“The biggest change over the past decade has been the growing realization of sustainability and its impact on world growth into the future.”

This morning, the Wall Street Journal carried this quotation of me in the inaugural segment of a series of articles on the decade just passed. The journalist, Scott Thurm, wanted to know what I thought was a theme that defined the past 10 years. As indicated, my vote goes with the concept of sustainability as a defining attribute of the decade. Sustainability is commonly associated with our use of natural resources and our impact on the environment. Scientists tell us that such use and impact cannot be sustained indefinitely without harm to our own way of life. But the same concept could be extended to many fields:

  • Real Estate. No, housing prices do not always rise. The extraordinary growth in prices from 2004 to 2007 could not be sustained.
  • Corporate earnings. Rapid rates of growth in excess of the economy cannot be sustained for long. In the 1990s, Enron’s earnings per share grew at a compound rate greater than 30%–then it imploded in 2001. I have written elsewhere about the evils of corporate strategies founded on a goal of high EPS growth.
  • Geopolitics of natural resources and food. This decade saw the popularization of the concept of “peak oil,” the notion that production has reached a peak. Writers are now extending the concept to metals and food–I’ve been reading Jeff Rubin’s new book, Why Your World Is About to Get a Whole Lot Smaller and suggest it as a sobering representative of the genre. Nations are not strangers to this line of thinking: recall European colonialism of the 18th and 19th Centuries, America’s relationship with the Middle East and China’s current spree of acquiring global resource reserves. Will the 21st Century see a return to mercantilism?
  • Health care and other entitlements. Increases in the cost of health care have helped to motivate the massive reform legislation currently moving through Congress. Health care accounts for 16% of U.S. gross domestic product and is expected to grow at 6.7% annually for the next 10 years, a rate well in excess of the growth of the U.S. economy. We cannot sustain this. One could point to similar economics with respect to social security and other entitlement programs. It remains to be seen whether the current legislation will resolve or worsen the unsustainability of the health care entitlement.
  • The fate of the dollar. Large and persistent U.S. trade deficits flood the global economy with dollars. One consequence is a depreciation of the dollar versus other currencies. Thus, the dollar declined 20% versus the euro between March and December, 2009. But as the dollar depreciates, will the countries with large trade surpluses be willing to hold their reserves in dollars? Will they be willing to buy U.S. treasury securities thereby recycling the dollars back to America? The short answer to both is “no.” Trade deficits and a strong dollar are inconsistent; this is not sustainable.
  • Use of debt financing. Going into the latest financial crisis, some enterprises were levered at 25 parts debt to one part equity; a few were in the region of 40:1. Leverage that high is not sustainable through a downturn, as the spectacular bankruptcies and financial collapses have attested.
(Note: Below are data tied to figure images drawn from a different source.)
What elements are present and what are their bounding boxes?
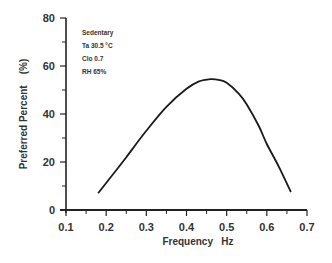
annotation-activity: Sedentary xyxy=(82,29,114,37)
y-tick-label: 0 xyxy=(49,204,55,216)
y-tick-label: 20 xyxy=(43,156,55,168)
annotation-temperature: Ta 30.5 °C xyxy=(82,42,113,49)
y-tick-label: 40 xyxy=(43,108,55,120)
annotation-box: Sedentary Ta 30.5 °C Clo 0.7 RH 65% xyxy=(82,29,114,75)
x-axis-title: Frequency Hz xyxy=(162,236,233,247)
y-tick-label: 80 xyxy=(43,12,55,24)
x-tick-label: 0.2 xyxy=(99,221,114,233)
x-tick-label: 0.4 xyxy=(179,221,195,233)
data-line xyxy=(98,79,291,193)
x-tick-label: 0.3 xyxy=(139,221,154,233)
line-chart: 020406080 0.10.20.30.40.50.60.7 Sedentar… xyxy=(0,0,332,263)
x-tick-label: 0.6 xyxy=(259,221,274,233)
x-tick-label: 0.1 xyxy=(58,221,73,233)
x-axis: 0.10.20.30.40.50.60.7 xyxy=(58,210,314,233)
x-tick-label: 0.5 xyxy=(219,221,234,233)
y-tick-label: 60 xyxy=(43,60,55,72)
plot-area xyxy=(98,79,291,193)
annotation-clo: Clo 0.7 xyxy=(82,55,104,62)
x-tick-label: 0.7 xyxy=(299,221,314,233)
y-axis-title: Preferred Percent (%) xyxy=(18,59,29,170)
y-axis: 020406080 xyxy=(43,12,66,216)
annotation-humidity: RH 65% xyxy=(82,68,106,75)
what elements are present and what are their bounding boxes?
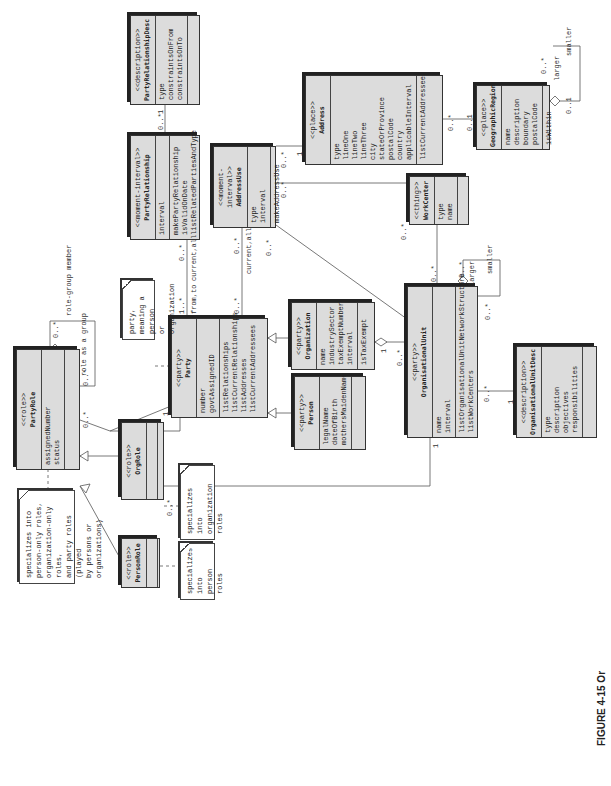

You get the picture. Sustainability is a lens through which we can view many aspects of business and economics—it embraces the environment and so much more. The “so much more” is what we have confronted so vividly in the first decade of the 21st Century. Sustainability should be one of the defining attributes of success of a strategy for a business enterprise or government—one should be able to prove that once launched, the strategy can be sustained. Enriching and disseminating this view is where business schools can and should make a difference. Already students at Darden and elsewhere gain the outlines of this broader view through aspects such as these:

  • Balanced scorecard rather than a narrow focus on profits.
  • Business ethics and corporate social responsibility.
  • Long term rather than short term performance measurement.
  • “Lean thinking” as a guide to the use of all resources going into business processes.
  • Economic value added rather than a focus on cosmetic accounting results.
  • A renewed interest in value investing.
  • …and a focus on the use of natural resources and impact on the environment.

There is no free lunch. You cannot get something for nothing. You cannot live today by borrowing indefinitely from the future generations. My conversations with executives and investors suggest that the pendulum of attitudes may be swinging back in favor of this broad view of sustainability.